“Saved my heart from the fate of Ophelia”
Angela & Uncle Jerry identify Hamlet as the central literary allusion governing the entire song. Uncle Jerry provides extensive background on Ophelia as a foil character to Hamlet, she truly goes insane while Hamlet feigns madness, she is systematically oppressed by the patriarchy (Laertes, Polonius, Hamlet, Claudius), and she ultimately drowns. The bridge directly quotes Ophelia's line from Act 1, Scene 3 ('Tis locked inside my memory / And only you possess the key') and her line from Act 3, Scene 1 ('no longer drowning and deceived' echoing 'I was the more deceived'). Taylor reinterprets Ophelia's fate by having the speaker rescued from that same trajectory of patriarchal oppression, madness, and death. Uncle Jerry notes that Taylor changes Shakespeare's tragic ending to a happy one, which he defends by citing the long tradition of Restoration-era rewrites of Shakespeare for happy endings. Angela points out that Taylor previously did this in Love Story (2008) with Romeo and Juliet.

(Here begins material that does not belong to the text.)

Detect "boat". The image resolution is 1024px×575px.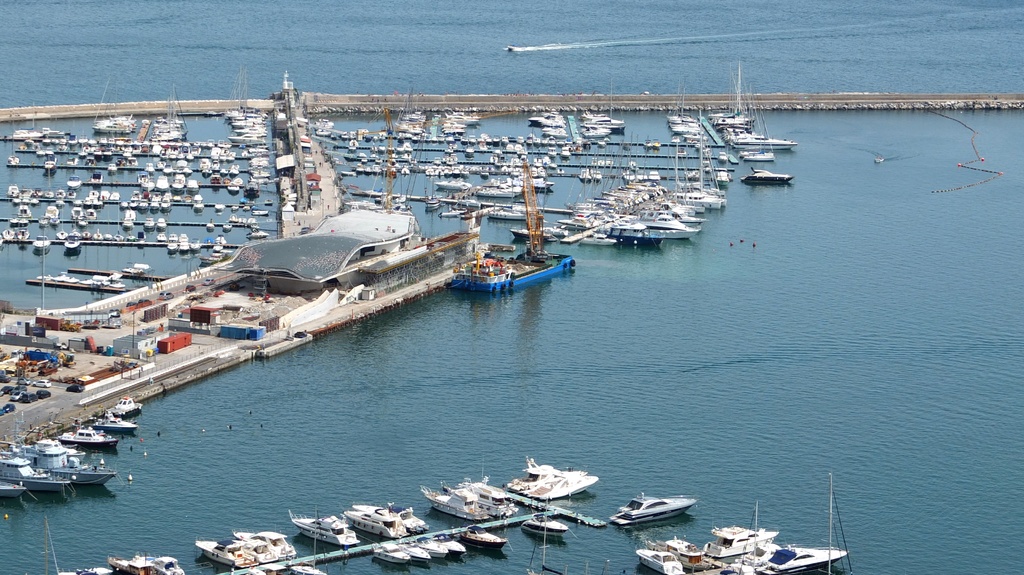
bbox(496, 155, 504, 166).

“You'll be sleeping with the fishes before you know you're drowning”
Angela & Uncle Jerry identify the Ophelia subplot from Hamlet as an overarching metaphor running through Father Figure and the broader Showgirl album. Uncle Jerry describes how Ophelia is oppressed in a patriarchal world, Laertes, Polonius, Hamlet, and the king all tell her what to do, ultimately driving her into melancholy and despair. They connect 'my dick's bigger' to the oppressive masculine voice, 'they want to see you rise, they don't want you to reign' to Ophelia's constrained position, and the word 'drowning' in the final chorus to Ophelia's death by drowning. Uncle Jerry states he believes Ophelia is an overarching metaphor that runs through the songs on this album.

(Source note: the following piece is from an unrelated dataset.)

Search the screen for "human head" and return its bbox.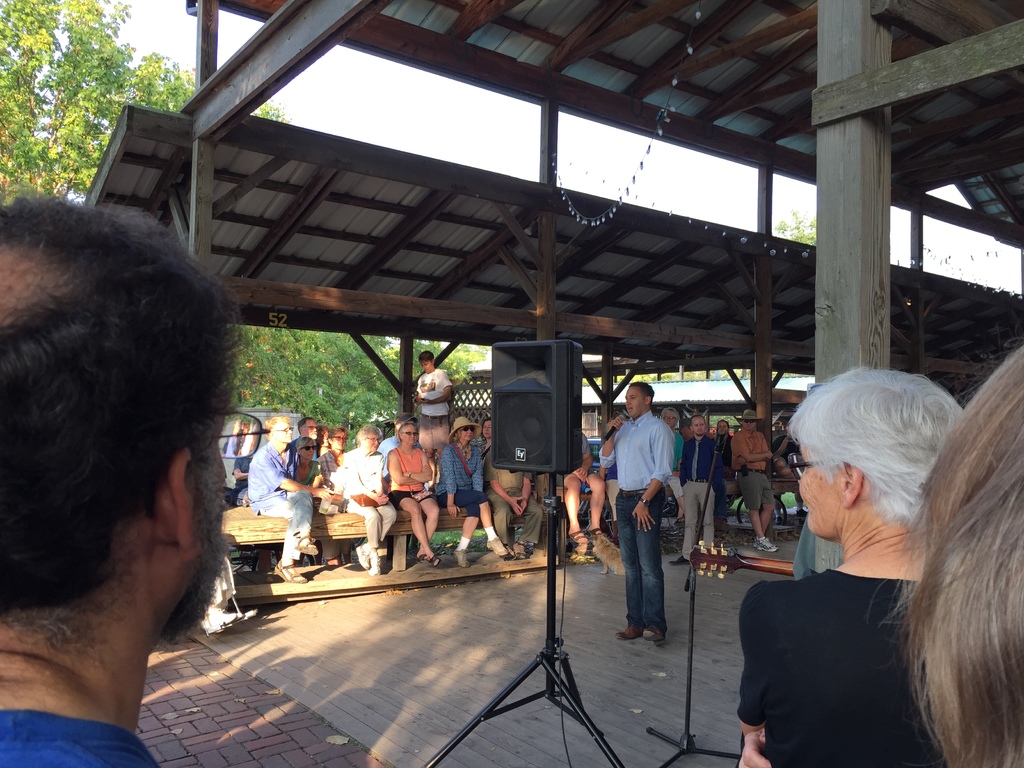
Found: bbox=[481, 419, 490, 438].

Uncle Jerry references Hamlet's 'words, words, words' exchange with Polonius as a parallel to the challenge of making repeated words interesting, connecting it to the 'they knew, they knew, they knew' repetition in the bridge. He discusses the Mel Gibson and Laurence Olivier Hamlet films as examples of how actors handle the challenge of triple repetition.
“Protested too much”
Uncle Jerry identifies 'protested too much' as a direct allusion to Hamlet Act 3, where Queen Gertrude says 'the lady doth protest too much' in response to the play-within-the-play. He reads the saboteurs who 'protested too much' as carrying a level of duplicity and dishonesty, their excessive protest implying guilt, just as Gertrude's reaction implies her knowledge of the murder.
“Now you mail back my things and I walk home alone But you keep my old scarf from that very first week 'Cause it reminds you of innocence and it smells like me”
Uncle Jerry draws a parallel between Taylor mailing back belongings and the scene in Hamlet where Ophelia tries to return Hamlet's gifts. He notes that Ophelia says the remembrances once had a wonderful smell but now that fragrance is gone and they don't mean anything to her, whereas in Taylor's version, the scarf's smell persists, and Jake keeps it rather than returning it. Uncle Jerry mentions he has discussed this Hamlet parallel in previous episodes.